Replied the angel. Abou spoke more low,
But cheerly still, and said “I pray thee, then,
Write me as one that loves his fellow men.”The angel wrote, and vanished. The next night
It came again with a great wakening light,
And showed the names whom love of God had blessed,
And lo! Ben Adhem’s name led all the rest.
The Johnson & Phillips company that Samuel founded with Walter Claude Johnson was based at the Victoria Works in Victoria Way, Charlton, which was hit by one of the last V2 rockets to fall in Greenwich on 9th March 1945.
The Phillips family lived in Castle House, which is shown on the 1866 ordnance survey map as being located just off to the east of the track that leads from Shooters Hill to Severndroog Castle. Major Charles Phillips later sold the Telegraph Field, where the old semaphore had stood, to the War Memorial Hospital Committee for £3500 to form part of the site for the new hospital, along with the crown property Hazelwood and an adjacent strip of land. He later donated the sum he had received for the Telegraph Field to the fund for building the new hospital. The place where Castle House once stood now appears to be a car park in the Memorial Hospital grounds.

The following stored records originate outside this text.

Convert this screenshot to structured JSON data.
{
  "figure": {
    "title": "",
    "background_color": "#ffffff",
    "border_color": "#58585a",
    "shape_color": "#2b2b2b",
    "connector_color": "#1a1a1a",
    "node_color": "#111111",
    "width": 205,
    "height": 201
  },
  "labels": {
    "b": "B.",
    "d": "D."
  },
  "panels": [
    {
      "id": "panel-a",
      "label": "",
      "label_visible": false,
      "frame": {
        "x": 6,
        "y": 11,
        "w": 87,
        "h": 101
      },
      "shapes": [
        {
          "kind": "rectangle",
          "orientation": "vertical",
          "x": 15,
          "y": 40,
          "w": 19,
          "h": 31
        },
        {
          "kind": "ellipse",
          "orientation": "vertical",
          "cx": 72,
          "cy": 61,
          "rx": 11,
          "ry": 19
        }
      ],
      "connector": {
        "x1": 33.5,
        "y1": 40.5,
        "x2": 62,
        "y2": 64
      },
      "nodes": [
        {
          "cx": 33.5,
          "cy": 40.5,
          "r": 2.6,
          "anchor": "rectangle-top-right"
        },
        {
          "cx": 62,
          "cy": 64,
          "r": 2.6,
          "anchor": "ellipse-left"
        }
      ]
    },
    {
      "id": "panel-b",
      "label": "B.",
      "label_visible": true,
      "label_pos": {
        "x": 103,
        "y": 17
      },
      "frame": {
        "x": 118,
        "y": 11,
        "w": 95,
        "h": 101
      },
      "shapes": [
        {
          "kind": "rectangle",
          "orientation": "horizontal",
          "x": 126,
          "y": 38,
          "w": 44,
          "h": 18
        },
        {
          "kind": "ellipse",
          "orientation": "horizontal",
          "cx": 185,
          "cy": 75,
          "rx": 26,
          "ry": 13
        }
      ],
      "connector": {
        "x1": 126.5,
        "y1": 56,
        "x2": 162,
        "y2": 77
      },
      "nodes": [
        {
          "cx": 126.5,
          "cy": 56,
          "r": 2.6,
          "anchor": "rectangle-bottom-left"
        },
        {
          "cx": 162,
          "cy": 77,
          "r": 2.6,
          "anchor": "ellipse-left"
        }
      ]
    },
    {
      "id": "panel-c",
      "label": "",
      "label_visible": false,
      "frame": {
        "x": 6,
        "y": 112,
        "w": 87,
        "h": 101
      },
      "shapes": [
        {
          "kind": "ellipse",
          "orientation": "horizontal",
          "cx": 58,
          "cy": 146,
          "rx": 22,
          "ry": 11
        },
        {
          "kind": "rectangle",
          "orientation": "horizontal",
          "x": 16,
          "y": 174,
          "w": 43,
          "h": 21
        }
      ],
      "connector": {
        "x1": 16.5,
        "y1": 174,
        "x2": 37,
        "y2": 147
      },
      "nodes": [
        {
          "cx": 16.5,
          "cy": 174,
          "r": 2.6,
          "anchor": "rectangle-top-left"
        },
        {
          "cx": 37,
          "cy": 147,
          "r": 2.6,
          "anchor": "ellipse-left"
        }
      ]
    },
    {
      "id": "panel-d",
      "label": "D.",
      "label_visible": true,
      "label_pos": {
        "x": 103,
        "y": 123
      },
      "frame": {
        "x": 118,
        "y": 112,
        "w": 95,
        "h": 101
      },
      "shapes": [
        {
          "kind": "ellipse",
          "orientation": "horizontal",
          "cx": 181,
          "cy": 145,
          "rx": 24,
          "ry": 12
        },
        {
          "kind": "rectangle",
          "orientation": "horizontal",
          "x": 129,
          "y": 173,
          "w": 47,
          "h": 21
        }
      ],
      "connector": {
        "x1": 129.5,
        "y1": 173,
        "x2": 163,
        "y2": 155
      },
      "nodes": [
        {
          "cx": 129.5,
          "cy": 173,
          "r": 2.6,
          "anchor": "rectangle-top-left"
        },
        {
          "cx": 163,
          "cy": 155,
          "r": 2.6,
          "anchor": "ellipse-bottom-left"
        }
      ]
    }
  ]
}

What an interesting shelter!
As a technical aside: I had been trying, unsuccessfully, for some time to take the “panoramic” view of the memorial at the top of this post using the free Nokia Panorama software on my N8 mobile phone. It didn’t seem to be able to match up adjacent sections, despite the, to my eyes, abundant clues. Then I upgraded my phone to the Symbian Belle release, which included a free copy of Scalado’s Camera Lover Pack, saving myself a whole one pound and 50p. Scalado‘s software worked first time; I should have known those clever Swedes wouldn’t let me down!
It’s a great shame to see the end of the Symbian software that still drives the majority of the world’s smartphones despite its rapid decline over the last year following Nokia’s adoption of Windows Phone, but great that the Nokia Symbian engineers are going out with a bang with their 41MP camera phone the 808 PureView.